Note: gpt-oss is an open weights model (like DeepSeek).

So it would be incorrect for anyone to claim the report doesn't compare DeepSeek to an open-weights model.


I'm going to take this slowly and non-controversially in the hopes of building a foundation for a useful conversation. There are no gotchas or trick questions here.

1. Deploying any LLM where a person can use them (whether an employee or customer) has risks. Agree?

2. The report talks about risks. Agree?

3. There are various ways to compare risk levels. Agree?

4. One can compare the risk relative to: (a) not deploying an LLM at all; (b) deploying another kind of LLM; (c) some other ways. Agree?

If you can't honestly answer "yes" to these questions, this suggests to me there is no point in continuing the conversation.
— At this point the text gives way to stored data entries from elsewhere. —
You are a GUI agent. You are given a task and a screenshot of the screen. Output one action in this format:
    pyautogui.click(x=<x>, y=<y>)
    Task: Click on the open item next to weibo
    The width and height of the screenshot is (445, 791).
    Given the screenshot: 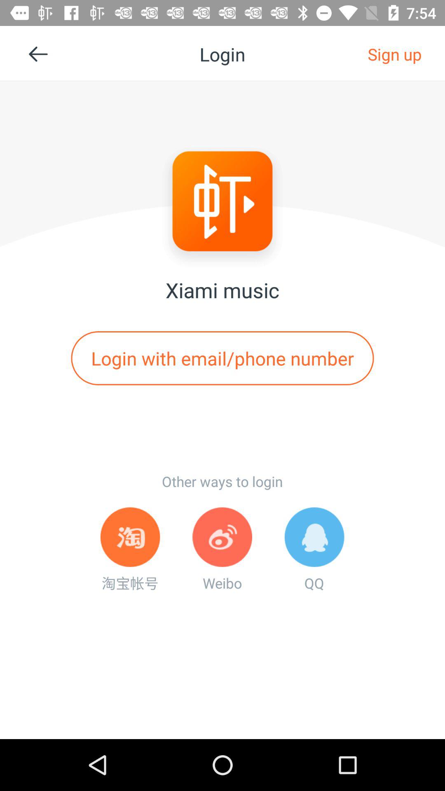 What is the action you would take?
    pyautogui.click(x=314, y=550)
    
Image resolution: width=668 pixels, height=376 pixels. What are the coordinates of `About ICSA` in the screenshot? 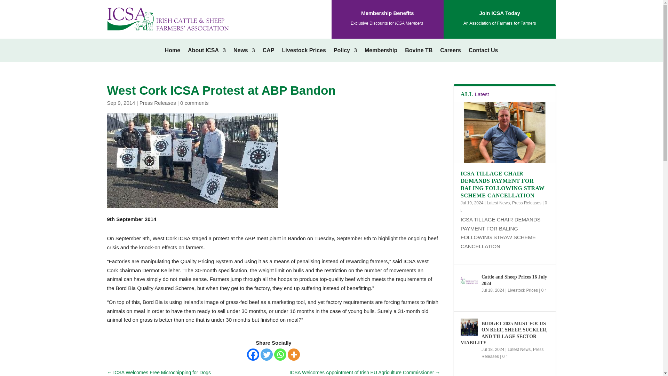 It's located at (207, 51).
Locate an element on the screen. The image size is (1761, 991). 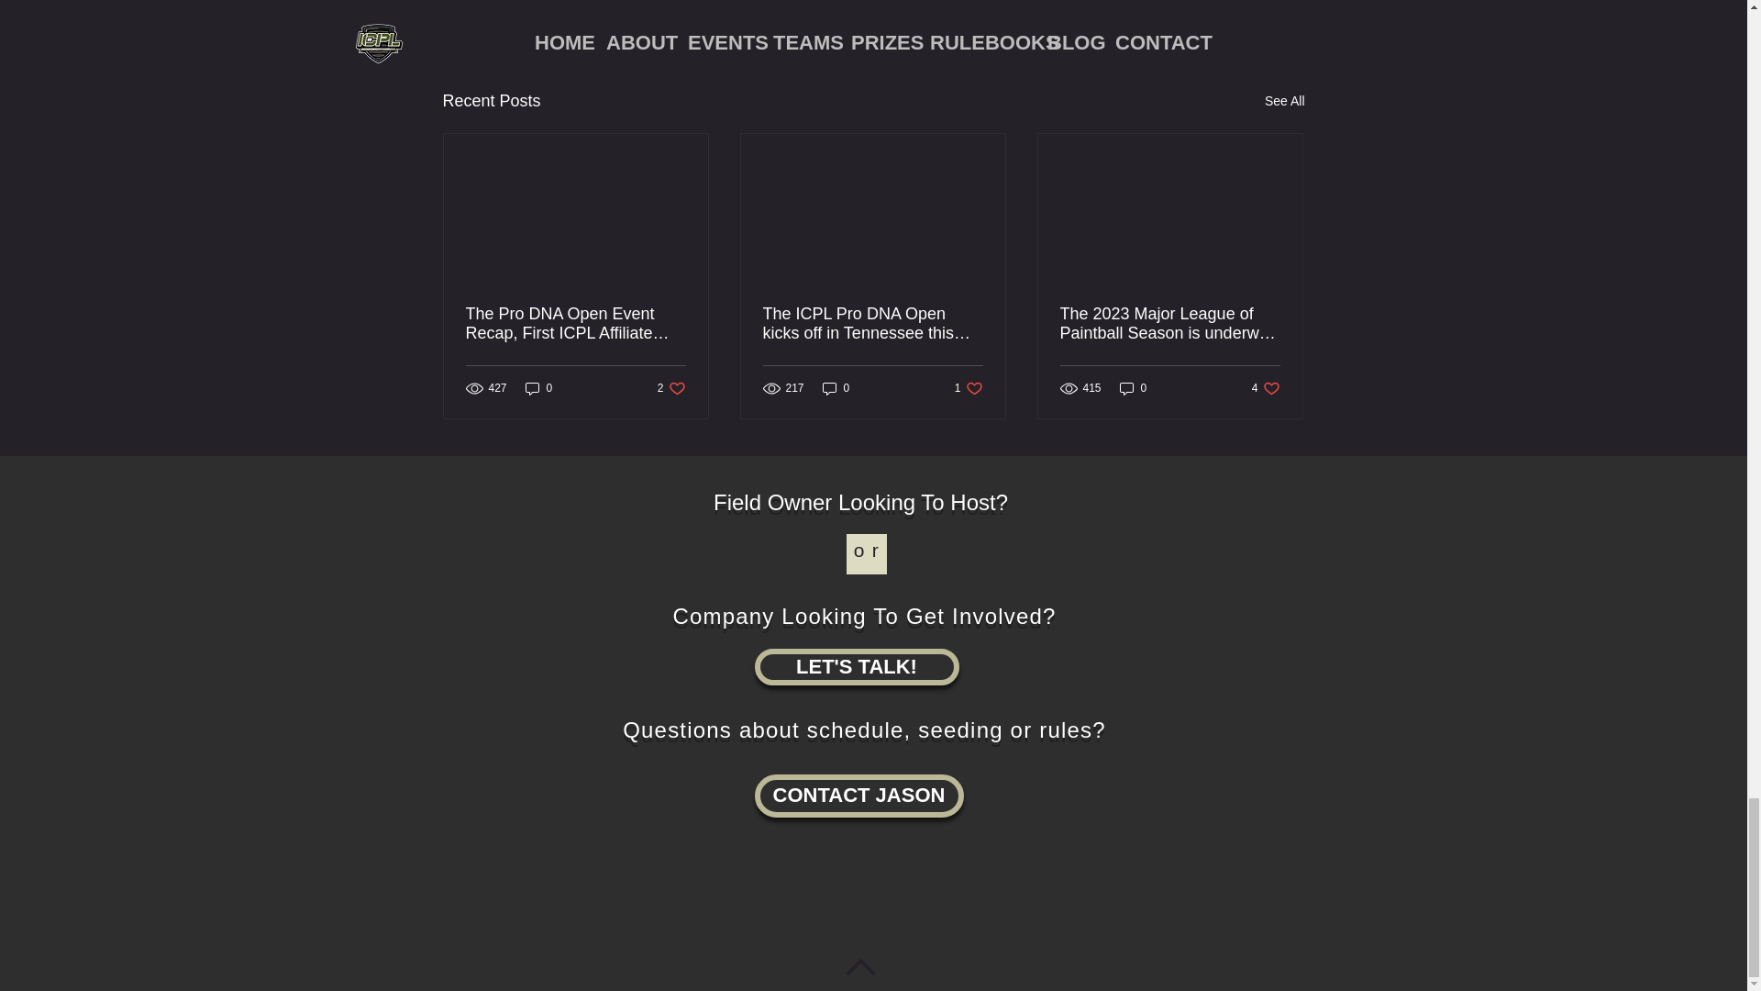
0 is located at coordinates (859, 795).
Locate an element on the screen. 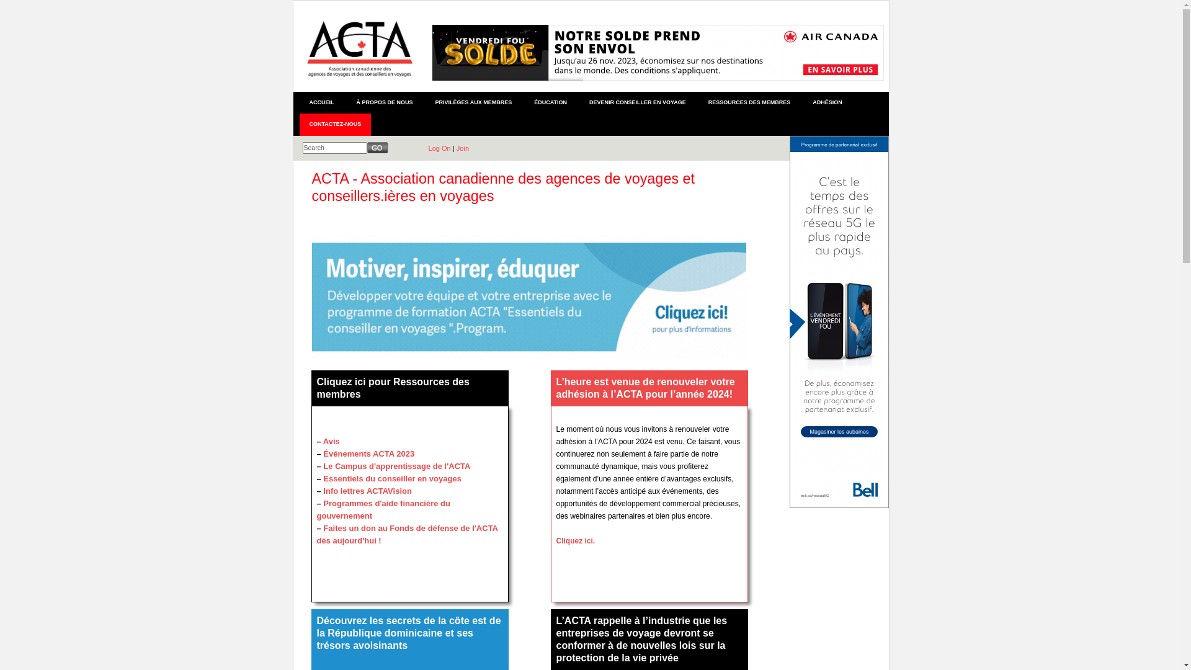 Image resolution: width=1191 pixels, height=670 pixels. Log On is located at coordinates (439, 148).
xpe 67 days ago [flagged] | | [–]

> As the OP states, this is nothing more than a hit job, and everyone who worked on it should be embarrassed and ashamed of themselves for participating in such an anti-intellectual exercise.

You are repeating the same claims, with the exception of adding insults. I can see you care, which is good, but the way you are going about it is painful to watch.

Can a person with the right intentions but misguided reasoning be as dangerous as someone with malign intentions but strong reasoning? Sure. For one, the latter can manipulate the former.


I'll propose through a simple scenario: An organization wants to compare the risks of deploying a user-facing application backed by an LLM. Let's say they are comparing two LLM options:

1. a self-deployed open-weight LLM (such as DeepSeek)

2. a hosted LLM (such as Claude)

Do you understand the scenario?

Claim: When assessing this scenario, it is reasonable to compare risks, including both hijacking and jailbreaking attacks. Why? It is simple; both can occur! Agree? If not, why not?

I ask you discuss good faith without making unsupported claims or repeating yourself.